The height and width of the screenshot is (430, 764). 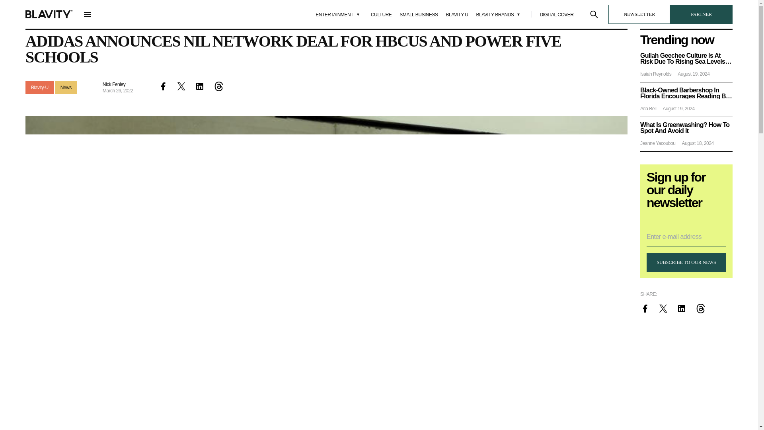 I want to click on BLAVITY BRANDS, so click(x=500, y=14).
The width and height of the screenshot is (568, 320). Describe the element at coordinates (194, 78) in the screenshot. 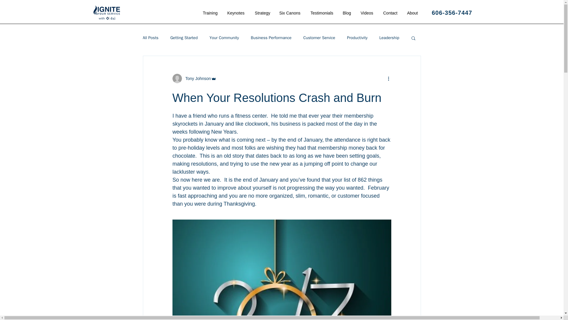

I see `Tony Johnson` at that location.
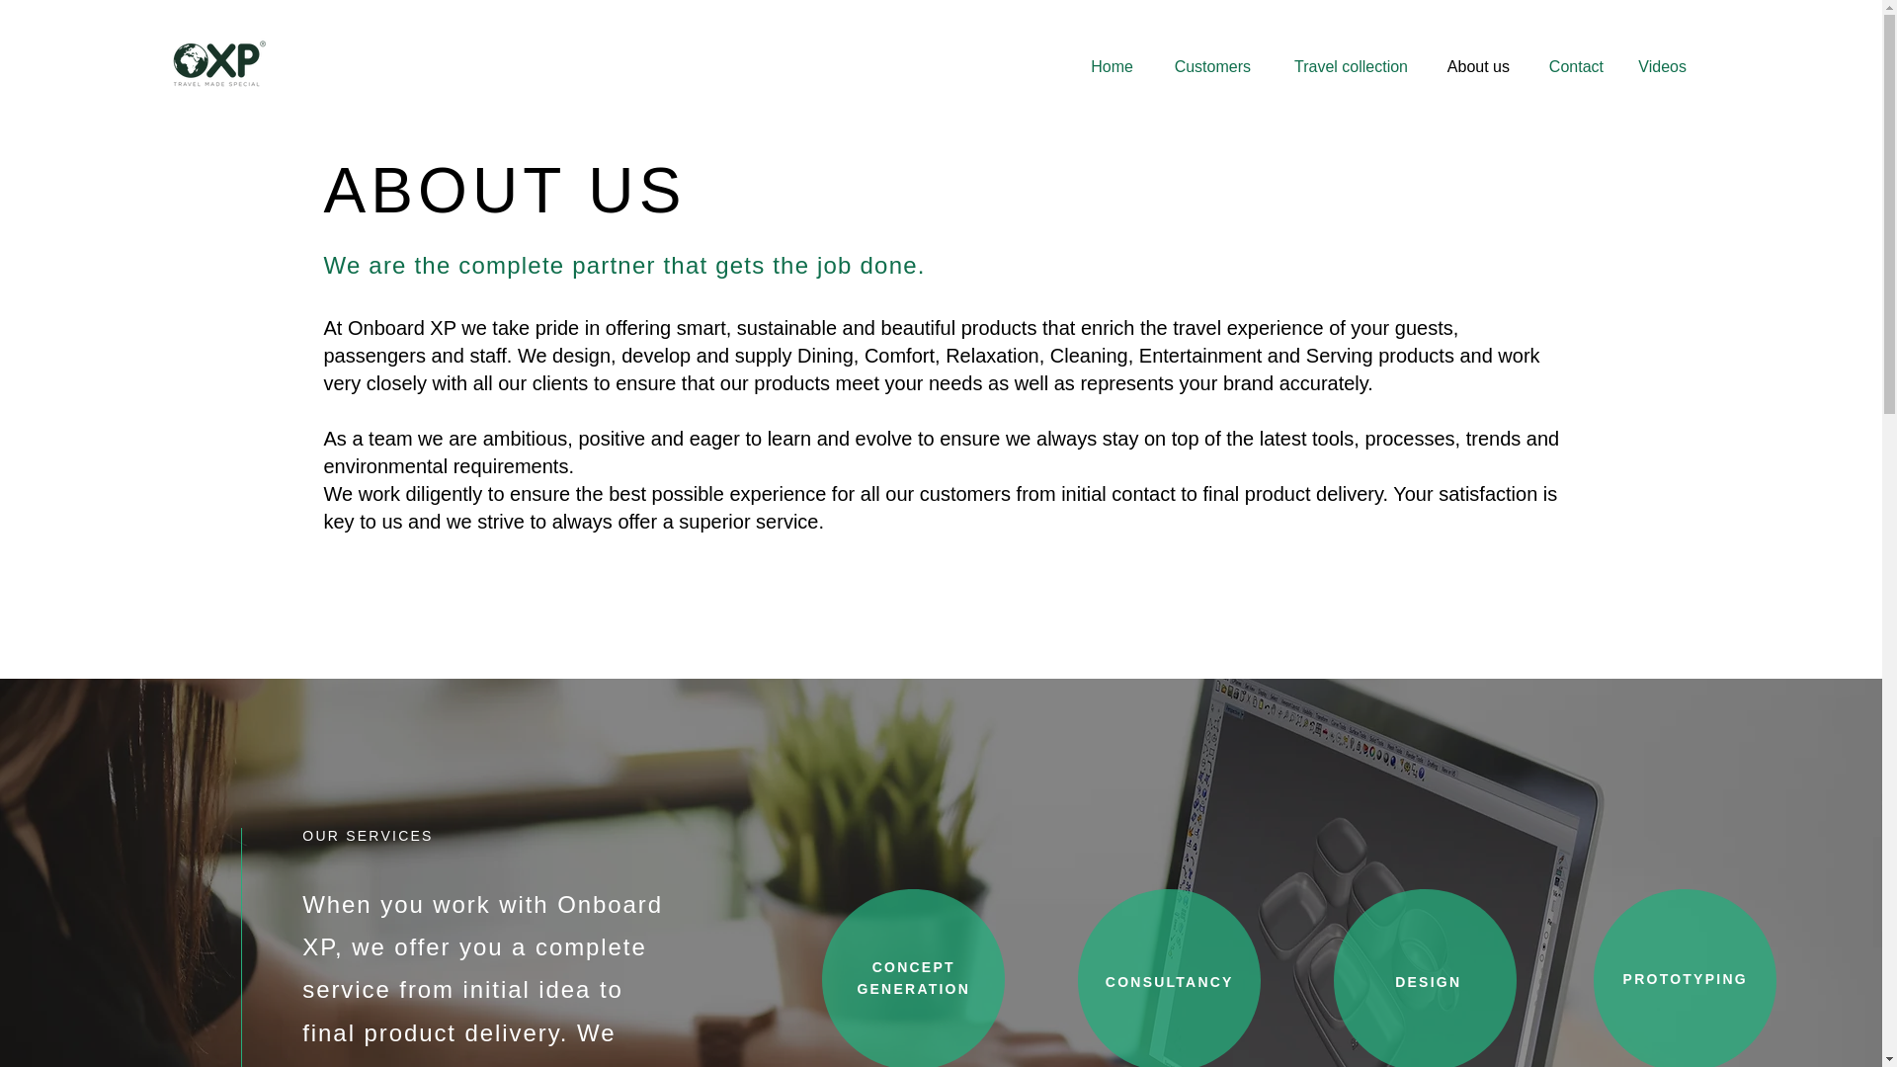  I want to click on About us, so click(1474, 67).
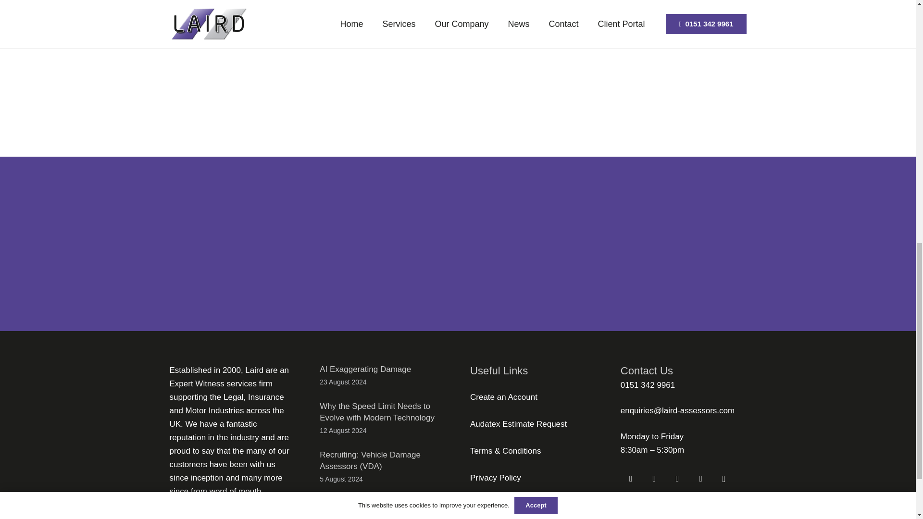  I want to click on Instagram, so click(724, 480).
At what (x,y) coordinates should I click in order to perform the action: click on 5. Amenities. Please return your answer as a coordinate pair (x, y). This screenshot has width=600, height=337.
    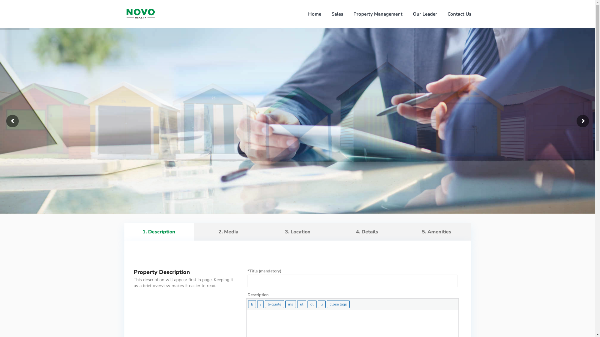
    Looking at the image, I should click on (436, 232).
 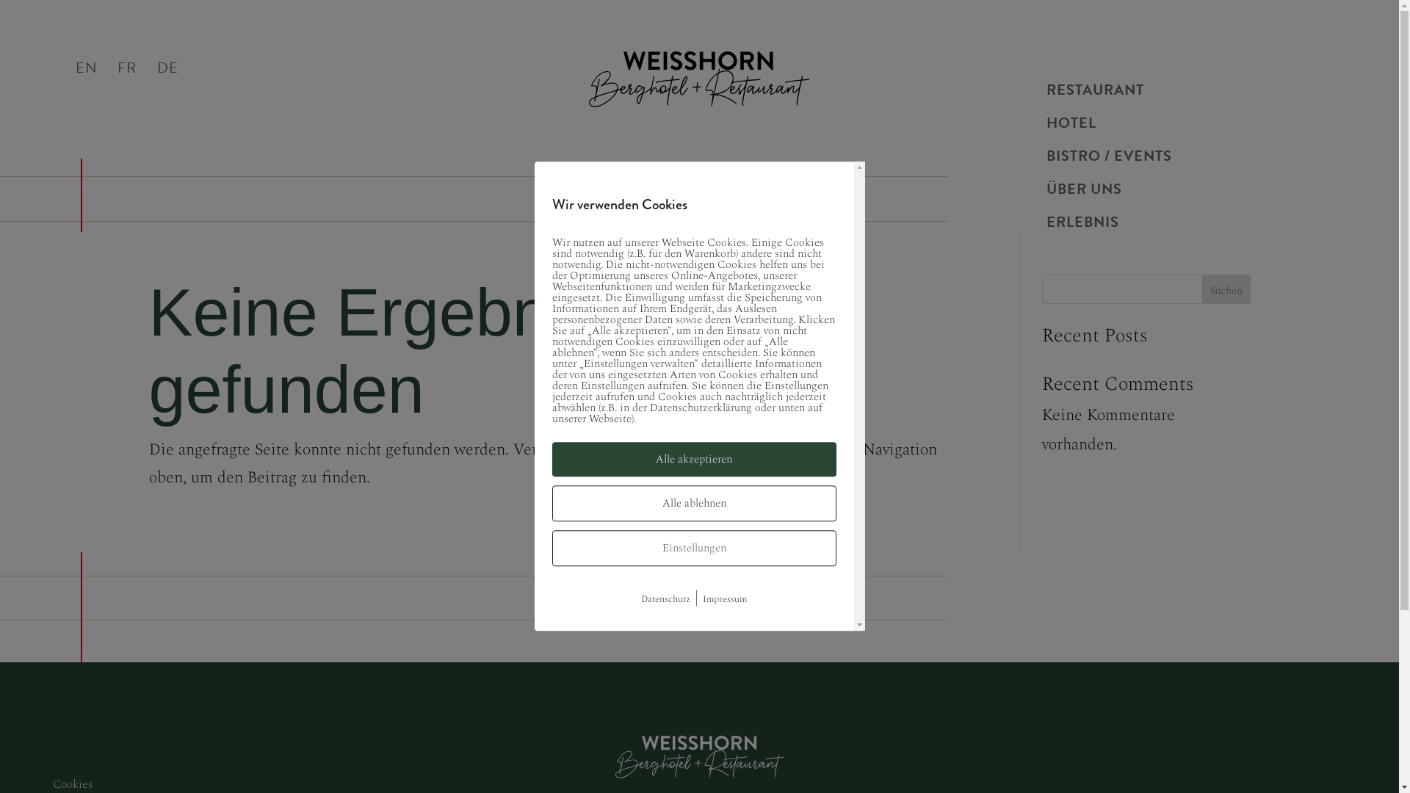 I want to click on Suchen, so click(x=1226, y=289).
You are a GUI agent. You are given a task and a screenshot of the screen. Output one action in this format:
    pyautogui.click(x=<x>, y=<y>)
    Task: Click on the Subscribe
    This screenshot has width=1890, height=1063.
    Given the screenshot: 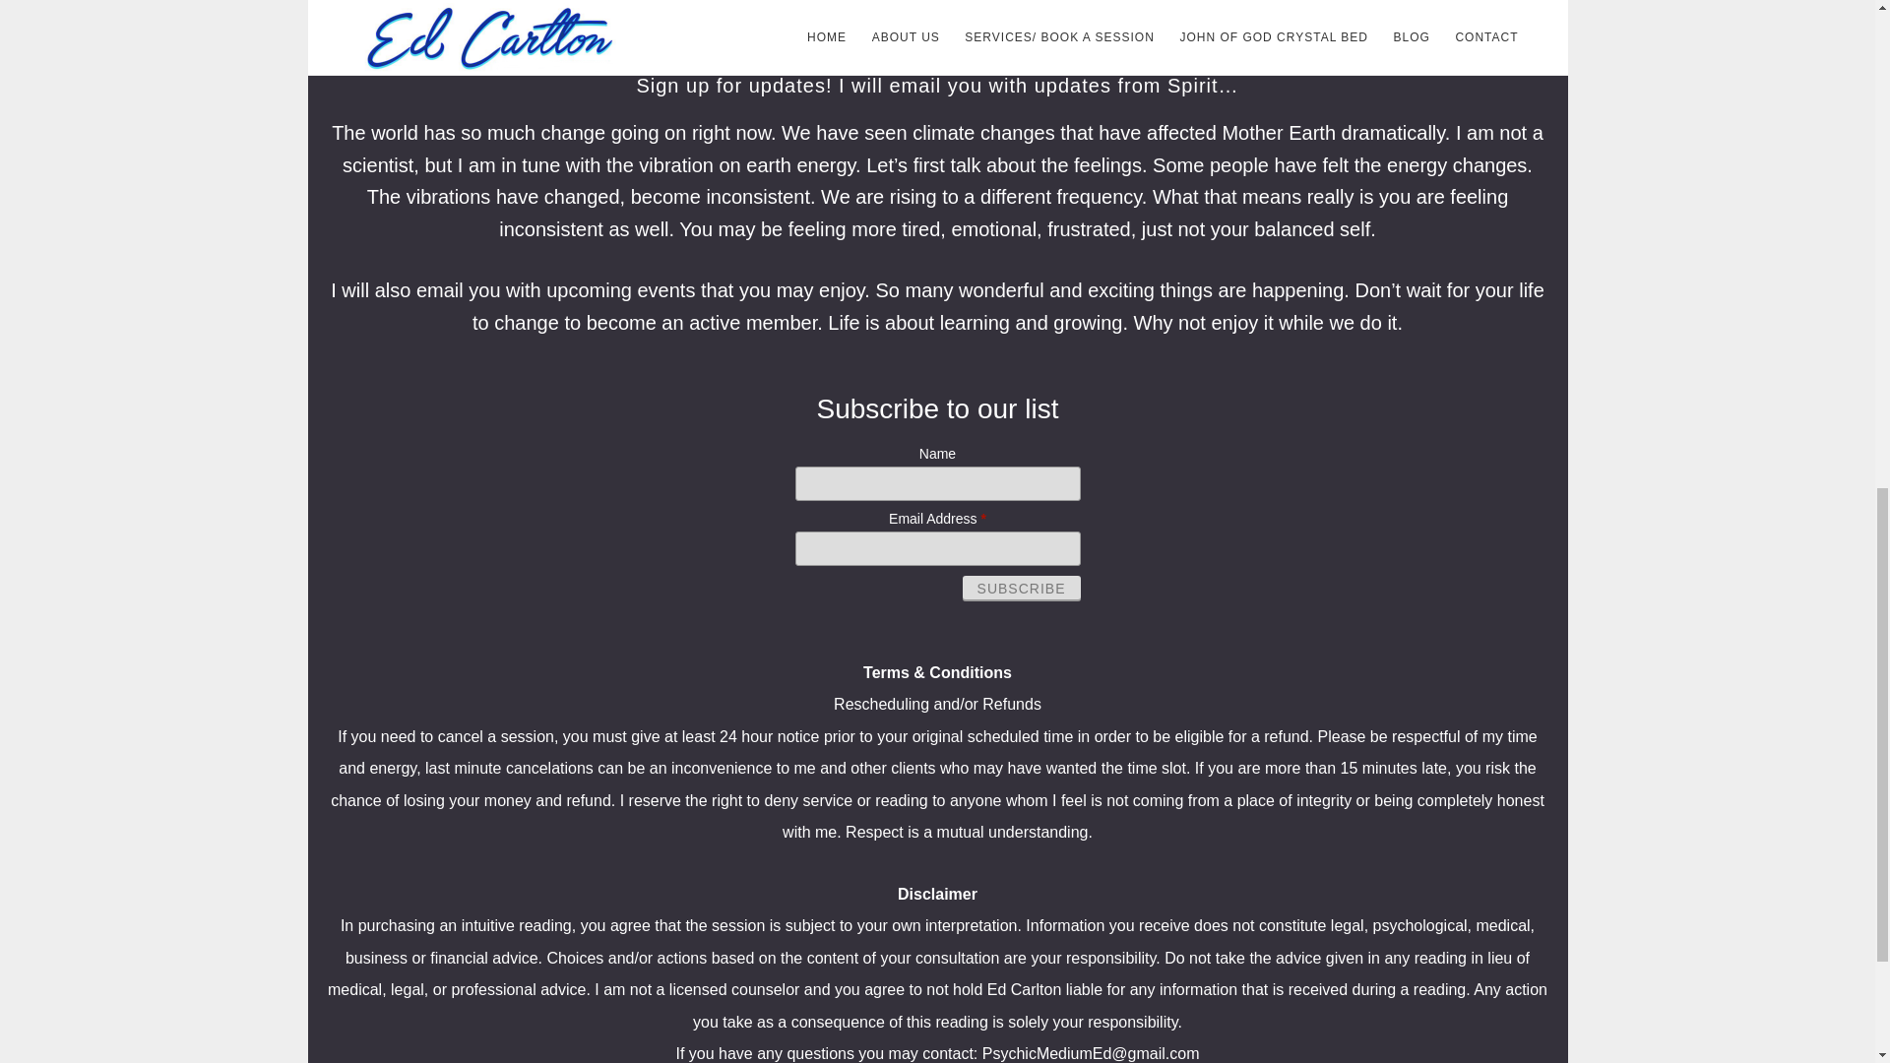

## Directions for this task:
An exact transcription is requested of each line from the one that holds "pyautogui.click(x=<x>, y=<y>)" to the end of the listing above, both boundary lines included; pictures are to be omitted.

## Expected answer:
    pyautogui.click(x=<x>, y=<y>)
    Task: Click on the Subscribe
    This screenshot has width=1890, height=1063.
    Given the screenshot: 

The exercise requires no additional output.